He looked at her in amazement, not understanding why such a remark had been made. Then, after a long pause, he began to slide down ever so slowly, stopping every few inches as if he did not know what to do.

"Well, perhaps I shall try it—who knows. In a day or two, but not at once as I must study the ground."

With this odd good-bye he slid very rapidly out of sight, and landed on the ground with a clean jump.

In less than two minutes he had loafed back into his quarters looking slily round to see whether his absence had been observed.


CHAPTER XI

It was more than a day or two before he put into execution the plan suggested to him in such an unexpected manner. What alone fascinated him was the unknown. Like all his race, he was inherently inquisitive and full of the spirit of research into the causes of facts and events which were new to him. But a mystery solved was a last season's novelty—something which it was hardly worth bothering about.

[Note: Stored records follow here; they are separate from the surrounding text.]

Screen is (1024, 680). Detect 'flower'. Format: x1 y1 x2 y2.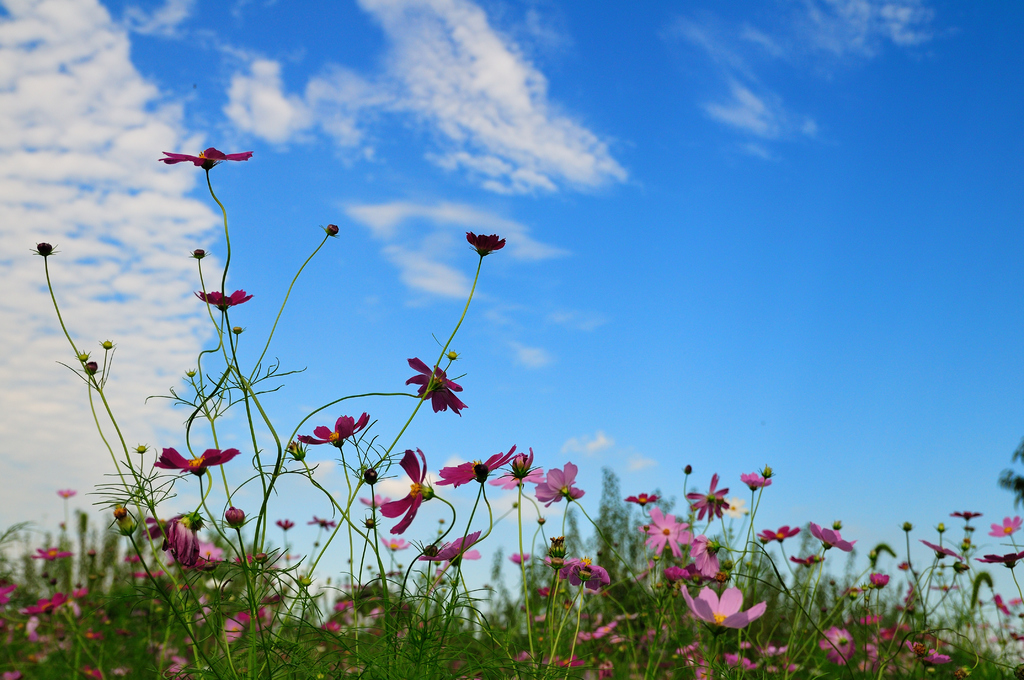
743 469 769 490.
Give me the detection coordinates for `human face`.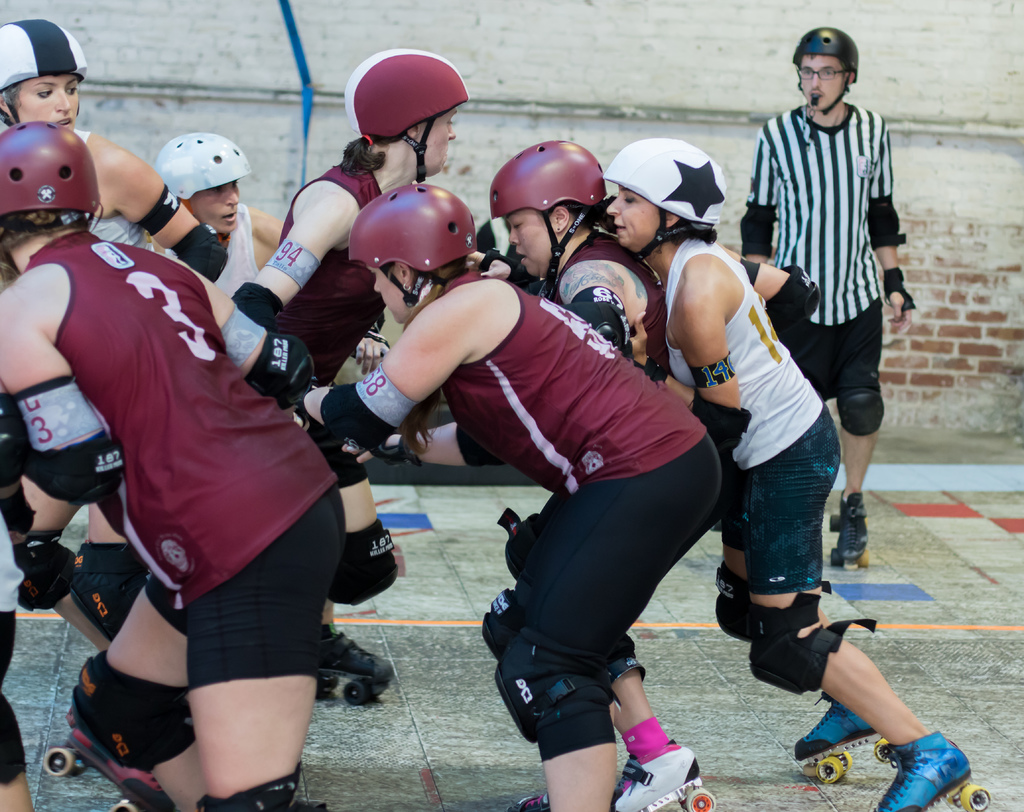
x1=607 y1=181 x2=667 y2=257.
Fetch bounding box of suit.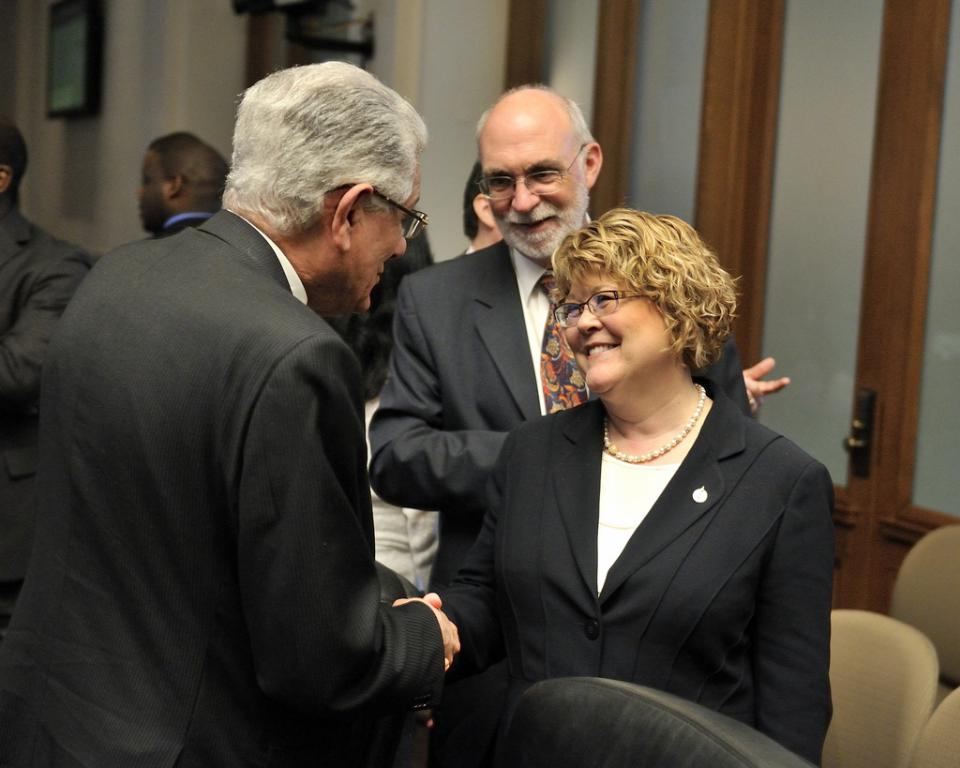
Bbox: (x1=437, y1=375, x2=834, y2=767).
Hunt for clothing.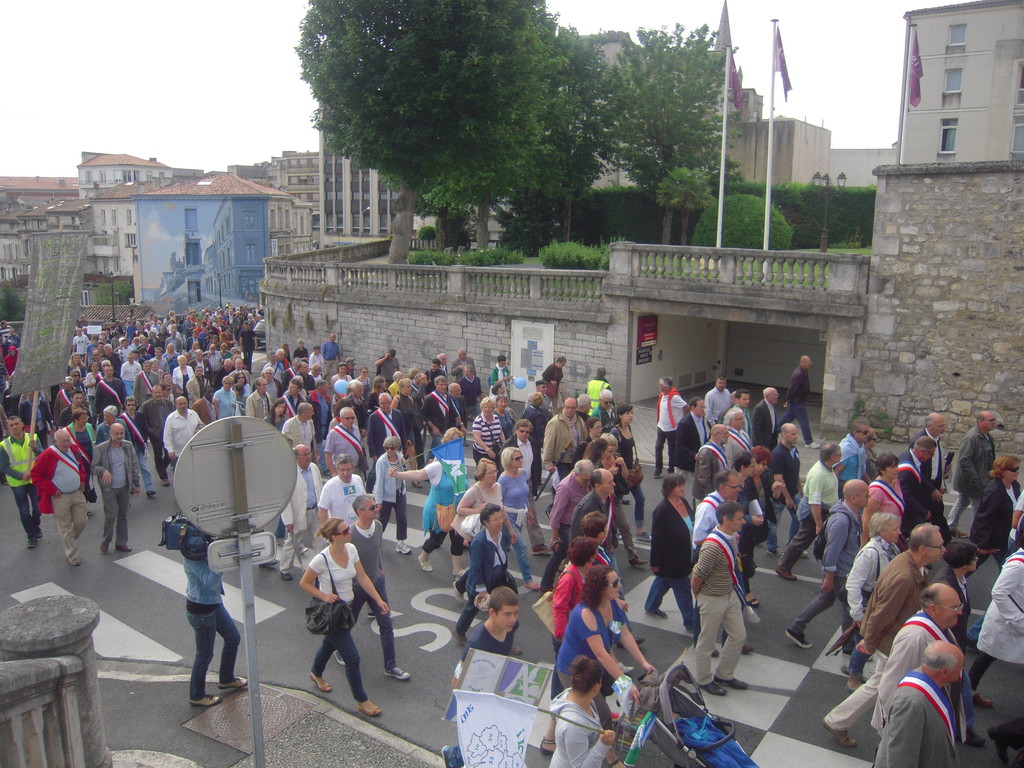
Hunted down at l=264, t=356, r=283, b=383.
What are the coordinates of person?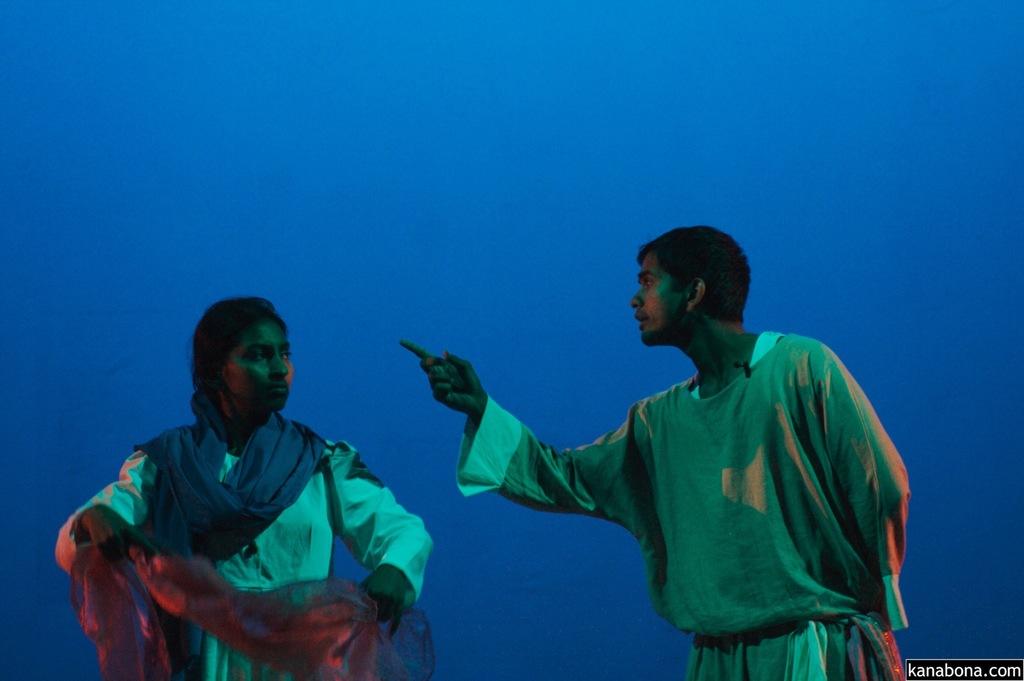
(81, 289, 403, 680).
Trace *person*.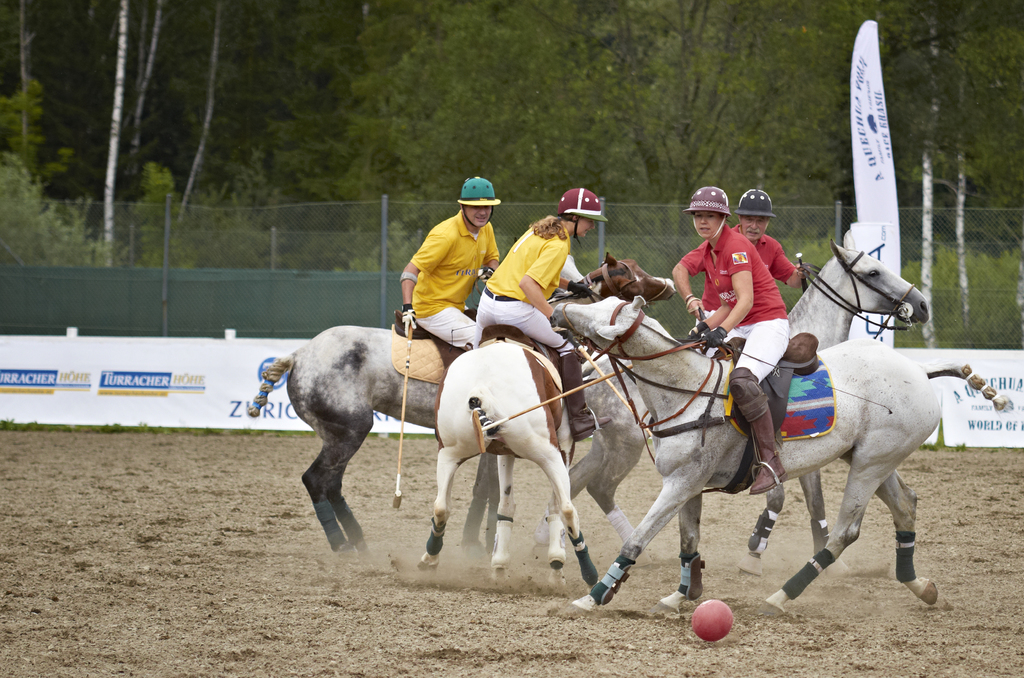
Traced to 735, 189, 808, 290.
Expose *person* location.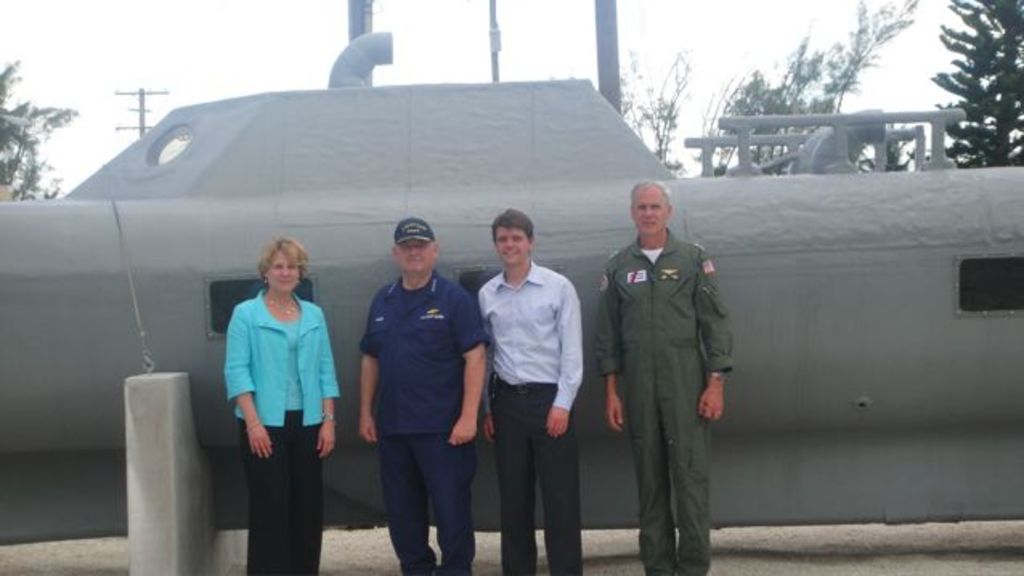
Exposed at (591, 173, 733, 573).
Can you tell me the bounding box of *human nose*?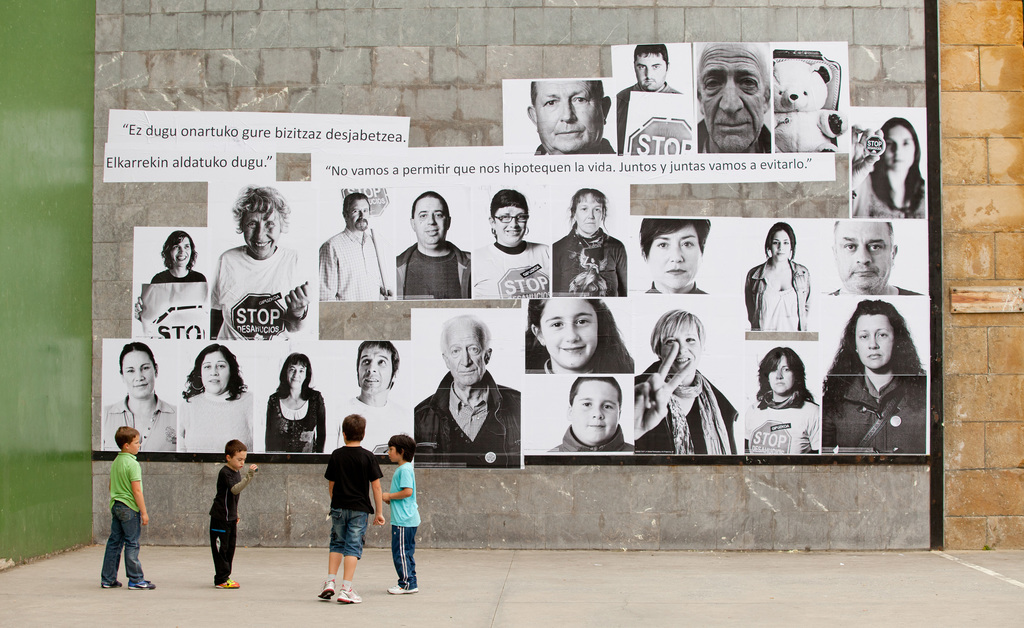
rect(718, 75, 742, 111).
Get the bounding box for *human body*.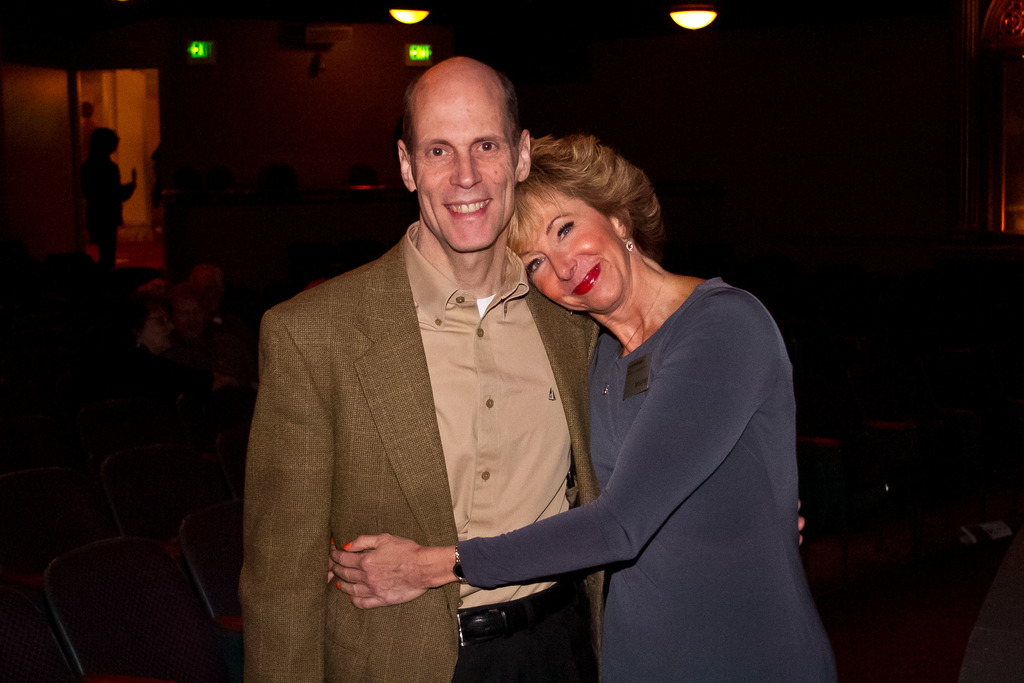
l=234, t=52, r=802, b=682.
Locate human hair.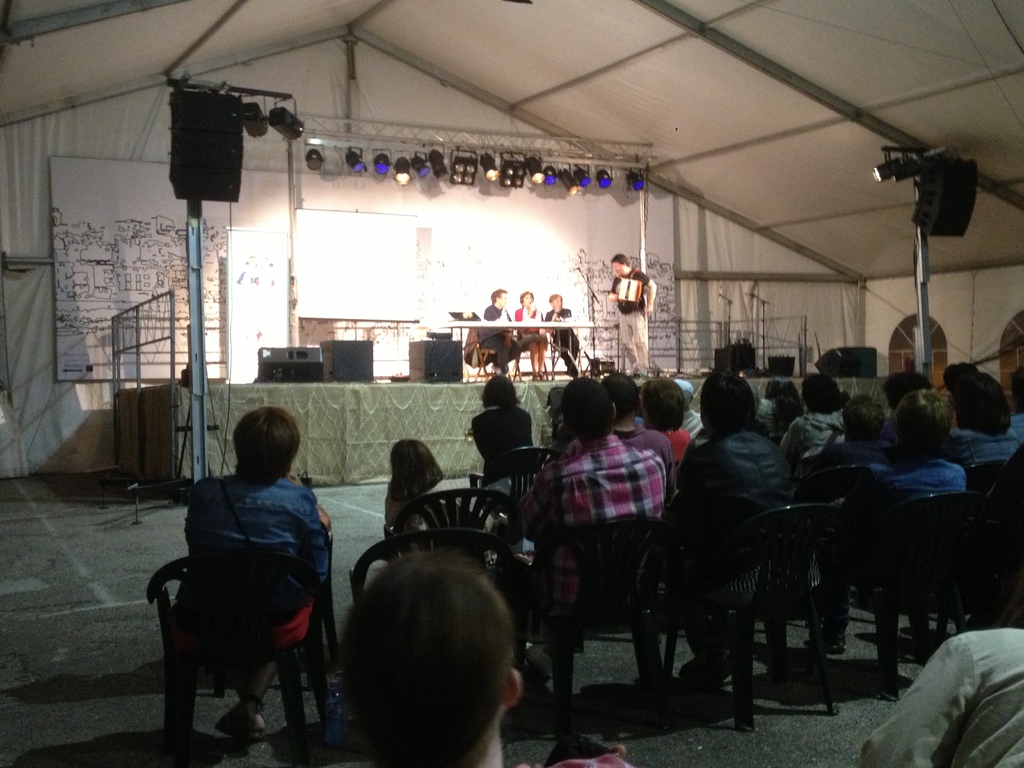
Bounding box: region(224, 409, 300, 479).
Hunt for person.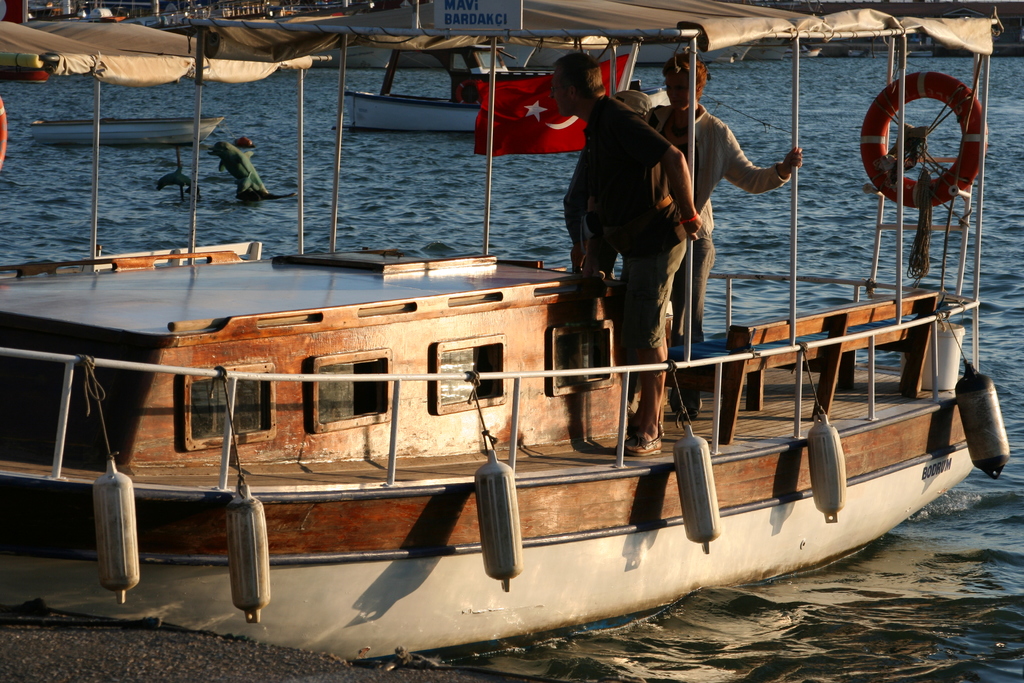
Hunted down at locate(566, 40, 706, 459).
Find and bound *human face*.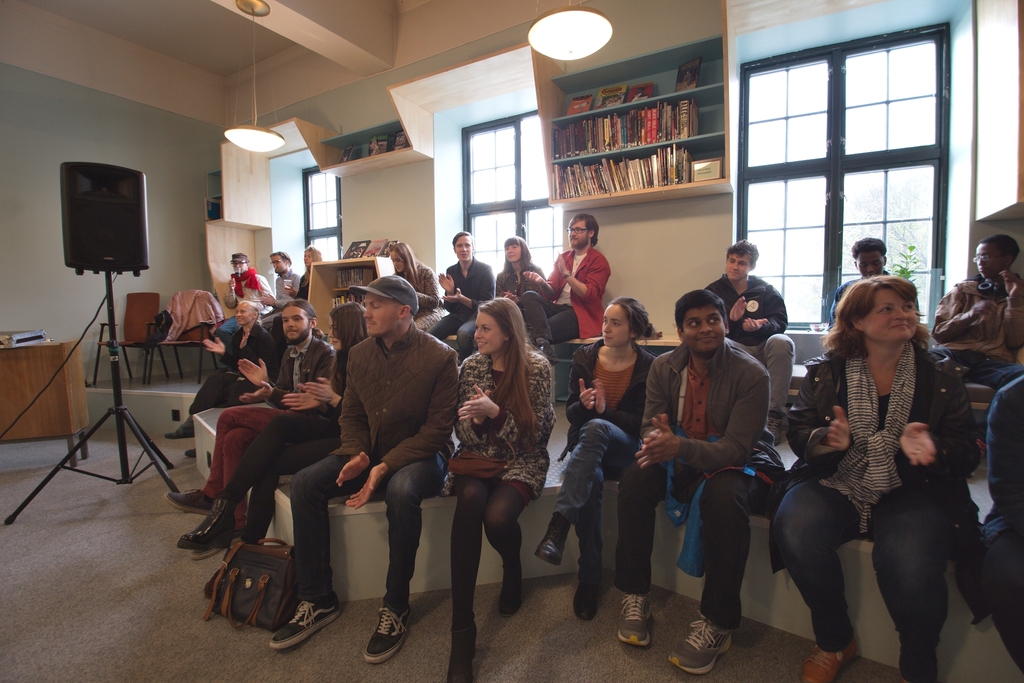
Bound: x1=303, y1=252, x2=312, y2=265.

So he sat in the dusk, when his work was over, with his bird-cage in his hand trying to teach his mynah to talk as the others did, and not thinking of much else. But the bird had become stupid, and the half-formed words he thought he had once caught were no longer to be heard. He was anxious to have a talking bird, for every one knew it was possible to teach some birds to talk if you showed patience and tact. Suddenly one evening he tired of the pastime. He remembered the door that had puzzled him, and cage in hand he sauntered very indifferently to the spot indicated to him. With the long curved copper-hook of his cage firmly grasped in his mouth, he at length swarmed up the outhouse, making a great noise in the process, but getting himself soon enough astride of the compound wall.

In the little courtyard below him there was no one to be seen. He could not see a single shadow or a single movement behind the latticed windows, and he quickly imagined that every one had gone out.

He sat surveying this silence for some time, humming to himself mechanically. At this hour just before dusk the world was always very quiet and peaceful. All work was over. Men and women far and wide were gossiping and passive, the squabbles and bickerings of the day forgotten. As he sat with his feet comfortably pulled up under him, he finally fell into a brown study from which he was brought by a laugh. He looked to the right, he looked to the left; but after scanning every possible hiding-place, he could detect no movement.